Too often we proclaim that power and stability spring from a regime’s ability to assert its ‘monopoly on violence’. Yet, we ignore a crucial word in Max Weber’s formulation; the term ‘legitimate’. Legitimacy ensures that the state or the regime don’t have to exercise violence to enforce political measures or to counter disagreements between the citizenry and the regime. If a regime rules by violence, it will be challenged by violence, and far from creating a social contract of protection, this method of rule voids any social contract between the ruler and the ruled.

The result is an authoritarian state of nature, with everyone competing against each other, leading to an eventual domino effect of a loss of legitimacy. As Edward Lucas has stated, in authoritarian regimes you may not know where or when it will blow up, but the pressure is ultimately unsustainable and it will blow up. We have seen this danger in the twenty-first century with the Arab Spring. While some scholars labelled the spring a ‘modest harvest’, this ignores the reality that long-standing authoritarian regimes in Tunisia, Egypt, and Libya fell, with Syria rocked to its very core. The story of the Syrian revolution told by Sam Dagher and Jonathan Little is a perfect demonstration of how such regimes may sow the wind, but will eventually reap the whirlwind.

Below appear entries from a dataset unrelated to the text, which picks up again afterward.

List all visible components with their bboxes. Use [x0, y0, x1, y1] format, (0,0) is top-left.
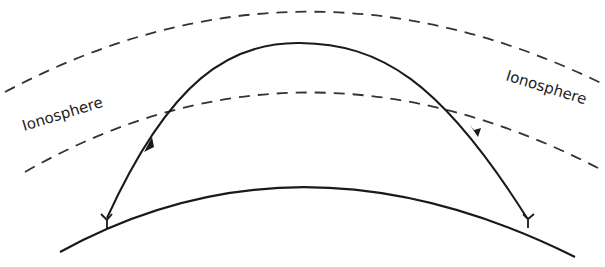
- earth-surface: [60, 187, 575, 257]
- ionosphere-diagram: Ionosphere Ionosphere: [0, 0, 605, 267]
- radio-ray-path: [107, 43, 527, 218]
- arrow-down-icon: [470, 125, 481, 137]
- receiver-antenna-icon: [523, 214, 534, 228]
- ionosphere-label-right: Ionosphere: [504, 67, 589, 109]
- ionosphere-label-left: Ionosphere: [20, 93, 105, 135]
- inner-ionosphere-boundary: [25, 92, 598, 172]
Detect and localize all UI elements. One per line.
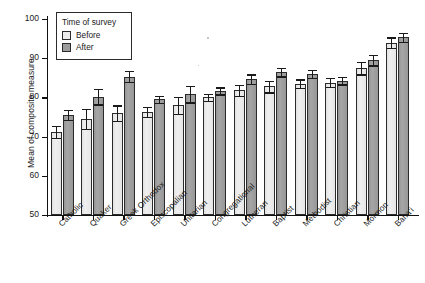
error-bar-cap: [143, 117, 152, 118]
error-bar-cap: [204, 94, 213, 95]
y-axis-tick: 50: [42, 215, 47, 216]
y-axis-tick: 80: [42, 97, 47, 98]
error-bar-cap: [52, 138, 61, 139]
error-bar-cap: [174, 114, 183, 115]
bar-after: [337, 81, 348, 215]
bar-chart-figure: Mean of composite measure 5060708090100 …: [0, 0, 425, 283]
error-bar-cap: [174, 97, 183, 98]
error-bar-cap: [338, 84, 347, 85]
error-bar-cap: [82, 109, 91, 110]
legend-label: After: [76, 42, 94, 52]
error-bar-cap: [277, 76, 286, 77]
error-bar-cap: [265, 92, 274, 93]
y-axis-tick: 60: [42, 176, 47, 177]
error-bar-cap: [113, 105, 122, 106]
error-bar-cap: [82, 129, 91, 130]
legend-entries: BeforeAfter: [62, 30, 126, 52]
error-bar: [269, 81, 270, 93]
error-bar: [129, 71, 130, 82]
bar-before: [356, 68, 367, 215]
y-axis-tick-label: 100: [25, 13, 39, 23]
error-bar: [403, 33, 404, 42]
error-bar-cap: [308, 70, 317, 71]
error-bar-cap: [94, 104, 103, 105]
error-bar-cap: [52, 126, 61, 127]
y-axis-tick: 90: [42, 58, 47, 59]
legend-title: Time of survey: [62, 17, 126, 27]
error-bar-cap: [125, 82, 134, 83]
bar-after: [63, 115, 74, 215]
error-bar: [86, 109, 87, 129]
error-bar: [178, 97, 179, 114]
y-axis-tick-label: 80: [30, 91, 39, 101]
error-bar-cap: [277, 68, 286, 69]
bar-before: [264, 86, 275, 215]
error-bar: [117, 105, 118, 121]
bar-before: [51, 132, 62, 215]
error-bar: [391, 37, 392, 47]
bar-before: [203, 97, 214, 215]
bar-after: [368, 60, 379, 215]
bar-before: [112, 113, 123, 215]
bar-before: [295, 84, 306, 215]
error-bar-cap: [113, 121, 122, 122]
legend-entry: After: [62, 42, 126, 52]
scan-speck: [207, 37, 209, 39]
error-bar-cap: [64, 120, 73, 121]
bar-after: [154, 99, 165, 215]
scan-speck: [198, 65, 199, 66]
error-bar-cap: [369, 55, 378, 56]
bar-after: [398, 37, 409, 215]
error-bar: [251, 74, 252, 83]
error-bar-cap: [155, 96, 164, 97]
error-bar-cap: [143, 107, 152, 108]
error-bar: [68, 110, 69, 120]
error-bar-cap: [216, 87, 225, 88]
bar-after: [215, 91, 226, 215]
error-bar-cap: [265, 81, 274, 82]
legend-swatch-after: [62, 43, 71, 52]
error-bar-cap: [357, 62, 366, 63]
legend-swatch-before: [62, 31, 71, 40]
error-bar: [239, 85, 240, 96]
error-bar: [361, 62, 362, 75]
error-bar: [147, 107, 148, 117]
error-bar-cap: [247, 74, 256, 75]
y-axis-tick-label: 60: [30, 170, 39, 180]
y-axis-tick-label: 50: [30, 209, 39, 219]
error-bar: [56, 126, 57, 139]
bar-after: [307, 74, 318, 215]
legend: Time of survey BeforeAfter: [56, 12, 132, 60]
y-axis-line: [47, 16, 48, 217]
y-axis-tick: 100: [42, 19, 47, 20]
error-bar-cap: [155, 103, 164, 104]
legend-label: Before: [76, 30, 100, 40]
bar-before: [386, 43, 397, 215]
error-bar-cap: [64, 110, 73, 111]
error-bar: [190, 86, 191, 102]
error-bar-cap: [296, 79, 305, 80]
error-bar-cap: [186, 86, 195, 87]
error-bar-cap: [338, 77, 347, 78]
bar-after: [93, 97, 104, 215]
error-bar-cap: [369, 65, 378, 66]
error-bar-cap: [387, 48, 396, 49]
bar-after: [276, 72, 287, 215]
error-bar-cap: [186, 102, 195, 103]
error-bar-cap: [326, 87, 335, 88]
y-axis-tick-label: 90: [30, 52, 39, 62]
y-axis-tick: 70: [42, 137, 47, 138]
error-bar-cap: [399, 42, 408, 43]
error-bar-cap: [387, 37, 396, 38]
error-bar-cap: [399, 33, 408, 34]
bar-after: [124, 77, 135, 215]
error-bar-cap: [296, 88, 305, 89]
error-bar-cap: [125, 71, 134, 72]
error-bar-cap: [204, 101, 213, 102]
bar-before: [81, 119, 92, 215]
error-bar-cap: [308, 78, 317, 79]
legend-entry: Before: [62, 30, 126, 40]
error-bar-cap: [235, 96, 244, 97]
y-axis-tick-label: 70: [30, 131, 39, 141]
error-bar-cap: [357, 74, 366, 75]
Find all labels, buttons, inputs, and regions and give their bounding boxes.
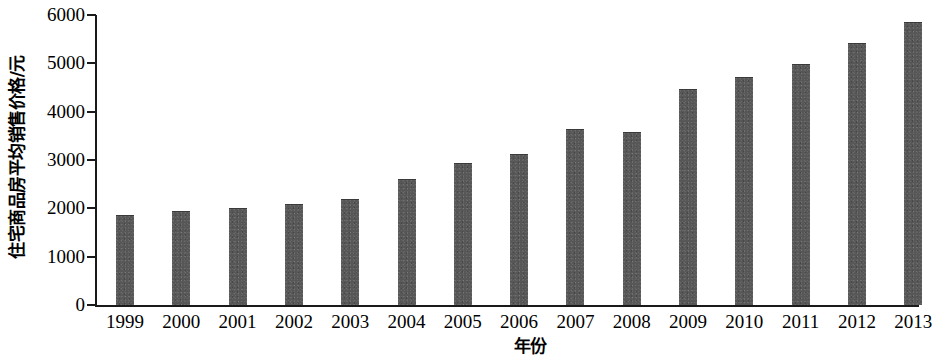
x-axis-tick-label: 2001 — [210, 310, 266, 333]
y-axis-tick — [87, 207, 96, 209]
y-axis-tick-label: 2000 — [21, 198, 85, 217]
bar — [848, 43, 866, 305]
y-axis-tick — [87, 111, 96, 113]
bar — [735, 77, 753, 305]
bar — [454, 163, 472, 305]
x-axis-tick-label: 2000 — [153, 310, 209, 333]
y-axis-tick — [87, 62, 96, 64]
y-axis-tick-label: 0 — [21, 295, 85, 314]
y-axis-tick-labels: 0100020003000400050006000 — [21, 15, 85, 305]
x-axis-tick-label: 2011 — [773, 310, 829, 333]
y-axis-tick — [87, 159, 96, 161]
y-axis-tick-label: 4000 — [21, 102, 85, 121]
bar — [510, 154, 528, 305]
x-axis-tick-label: 2008 — [604, 310, 660, 333]
bar — [566, 129, 584, 305]
x-axis-tick-label: 2005 — [435, 310, 491, 333]
x-axis-title: 年份 — [470, 336, 590, 356]
x-axis-tick-label: 2004 — [379, 310, 435, 333]
x-axis-tick-label: 2002 — [266, 310, 322, 333]
bar — [341, 199, 359, 305]
x-axis-tick-label: 2013 — [885, 310, 937, 333]
x-axis-tick-label: 2012 — [829, 310, 885, 333]
x-axis-tick-label: 1999 — [97, 310, 153, 333]
x-axis-tick-label: 2009 — [660, 310, 716, 333]
y-axis-tick-label: 1000 — [21, 247, 85, 266]
x-axis-tick-labels: 1999200020012002200320042005200620072008… — [95, 310, 919, 336]
bar — [285, 204, 303, 305]
bar — [172, 211, 190, 305]
bar — [792, 64, 810, 305]
bar — [116, 215, 134, 305]
y-axis-tick — [87, 256, 96, 258]
x-axis-tick-label: 2010 — [716, 310, 772, 333]
y-axis-tick — [87, 304, 96, 306]
x-axis-tick-label: 2003 — [322, 310, 378, 333]
bar — [398, 179, 416, 305]
y-axis-tick-label: 3000 — [21, 150, 85, 169]
x-axis-tick-label: 2006 — [491, 310, 547, 333]
y-axis-tick-label: 6000 — [21, 5, 85, 24]
plot-area — [95, 15, 919, 305]
y-axis-tick-label: 5000 — [21, 53, 85, 72]
y-axis-tick — [87, 14, 96, 16]
x-axis-tick-label: 2007 — [547, 310, 603, 333]
bar — [623, 132, 641, 305]
bar — [904, 22, 922, 305]
bar — [679, 89, 697, 305]
bar — [229, 208, 247, 305]
x-axis-line — [95, 305, 919, 307]
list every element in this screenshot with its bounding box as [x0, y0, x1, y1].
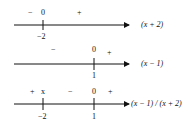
tick-label: 1 — [92, 72, 96, 80]
zero-marker: 0 — [41, 9, 45, 17]
zero-marker: 0 — [92, 88, 96, 96]
zero-marker: 0 — [92, 46, 96, 54]
tick-label: −2 — [37, 33, 46, 41]
expression-label: (x − 1) / (x + 2) — [131, 100, 182, 108]
sign-positive: + — [30, 88, 35, 96]
sign-positive: + — [107, 49, 112, 57]
sign-negative: − — [28, 9, 33, 17]
expression-label: (x + 2) — [141, 21, 163, 29]
tick-label: −2 — [38, 113, 47, 121]
sign-positive: + — [77, 9, 82, 17]
tick-label: 1 — [92, 113, 96, 121]
sign-negative: − — [51, 46, 56, 54]
sign-positive: + — [108, 88, 113, 96]
expression-label: (x − 1) — [141, 60, 163, 68]
sign-negative: − — [68, 88, 73, 96]
undefined-marker: x — [41, 88, 45, 96]
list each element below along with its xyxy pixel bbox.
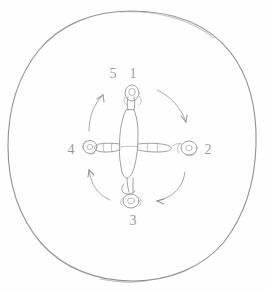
arrow-bottom-left <box>88 170 110 200</box>
arrow-top-right <box>157 90 187 122</box>
arrow-top-left <box>89 95 104 131</box>
cross-figure <box>83 85 197 208</box>
arrow-bottom-right <box>157 172 185 204</box>
sketch-page: 5 1 2 3 4 <box>0 0 267 292</box>
sketch-canvas <box>0 0 267 292</box>
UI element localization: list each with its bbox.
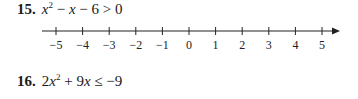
tick-label: −1 [156, 38, 169, 52]
tick-label: −4 [76, 38, 89, 52]
tick-label: 0 [186, 38, 192, 52]
problem-number: 16. [17, 73, 36, 89]
arrow-right-icon [332, 28, 340, 35]
tick-label: 4 [292, 38, 298, 52]
tick-label: 5 [319, 38, 325, 52]
tick-label: −5 [50, 38, 63, 52]
tick-label: 1 [213, 38, 219, 52]
tick-label: 2 [239, 38, 245, 52]
problem-16: 16.2x2 + 9x ≤ −9 [17, 73, 122, 90]
tick-label: 3 [266, 38, 272, 52]
tick-label: −2 [129, 38, 142, 52]
tick-label: −3 [103, 38, 116, 52]
inequality-expression: 2x2 + 9x ≤ −9 [42, 73, 123, 89]
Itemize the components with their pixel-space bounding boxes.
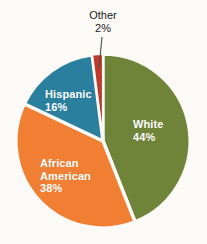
pie-label-white: White 44% — [133, 118, 163, 143]
pie-chart: White 44% African American 38% Hispanic … — [0, 0, 207, 244]
pie-label-african-american: African American 38% — [40, 157, 91, 195]
pie-label-other: Other 2% — [74, 9, 132, 35]
pie-label-hispanic: Hispanic 16% — [45, 88, 92, 113]
pie-slices — [16, 54, 190, 228]
pie-chart-canvas — [0, 0, 207, 244]
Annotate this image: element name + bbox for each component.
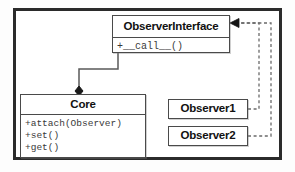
class-members-core: +attach(Observer) +set() +get() [21, 114, 145, 156]
class-member: +set() [25, 130, 142, 142]
class-box-observer1[interactable]: Observer1 [168, 99, 248, 119]
class-member: +__call__() [117, 40, 226, 53]
class-member: +attach(Observer) [25, 118, 142, 130]
class-title-observer-interface: ObserverInterface [113, 16, 229, 37]
class-box-observer-interface[interactable]: ObserverInterface +__call__() [112, 15, 230, 53]
class-box-core[interactable]: Core +attach(Observer) +set() +get() [20, 94, 146, 158]
class-title-observer2: Observer2 [169, 127, 247, 144]
class-title-observer1: Observer1 [169, 100, 247, 117]
class-box-observer2[interactable]: Observer2 [168, 126, 248, 146]
class-member: +get() [25, 142, 142, 154]
class-members-observer-interface: +__call__() [113, 37, 229, 57]
class-title-core: Core [21, 95, 145, 114]
uml-class-diagram: ObserverInterface +__call__() Core +atta… [0, 0, 295, 172]
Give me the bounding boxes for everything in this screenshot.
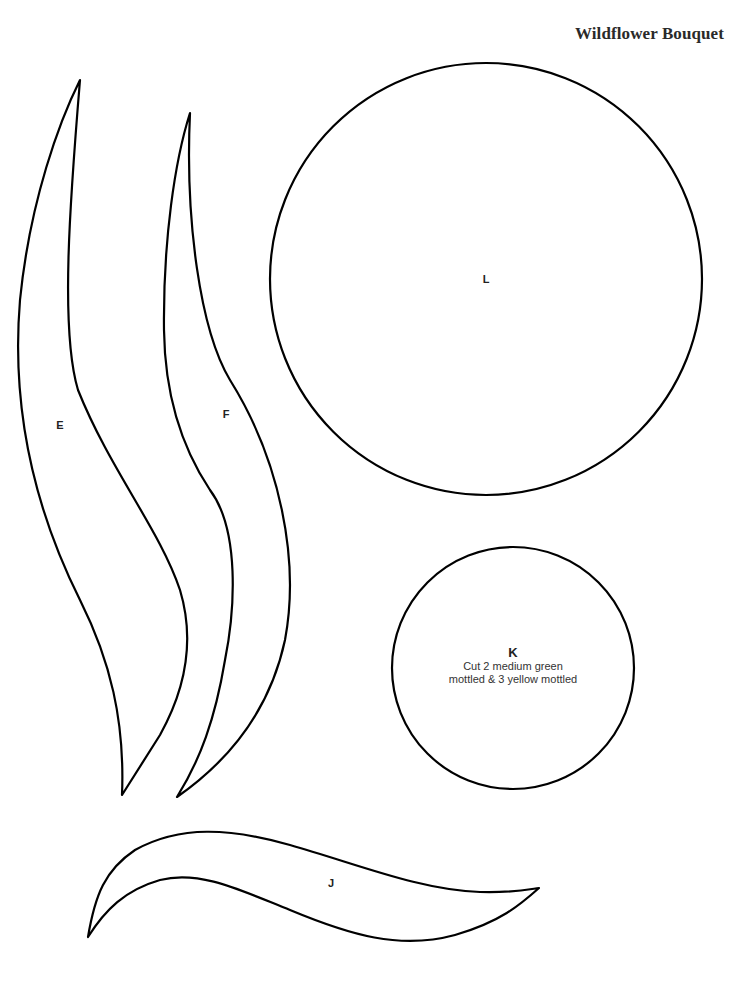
pattern-page: Wildflower Bouquet E F L J K Cut 2 mediu… [0, 0, 738, 983]
piece-j-outline [88, 832, 539, 941]
piece-k-instruction-2: mottled & 3 yellow mottled [413, 673, 613, 686]
piece-l-label: L [483, 273, 490, 285]
piece-f-label: F [223, 408, 230, 420]
piece-k-text: K Cut 2 medium green mottled & 3 yellow … [413, 645, 613, 686]
piece-e-label: E [56, 419, 63, 431]
pattern-shapes [0, 0, 738, 983]
piece-k-label: K [413, 645, 613, 660]
piece-e-outline [18, 80, 187, 795]
piece-k-instruction-1: Cut 2 medium green [413, 660, 613, 673]
piece-j-label: J [328, 877, 334, 889]
piece-f-outline [164, 113, 290, 797]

Regimes relying upon the use of force and the coercive apparatus of the regime are a poor bet for stability. While authoritarians may promise the fruits of order avoiding the apparent chaos of democracy it is nothing more than a mirage. Democracy may be a messy business but it is rarely a bloody one. Generations of fights, arguments, and, occasionally, violence have helped produce a rare condition where citizens can live aside one another and form political unions with one another. Authoritarians with a violent vision of politics and political order cannot possibly hope to produce or sustain any type of order but are merely delaying ultimate disorder.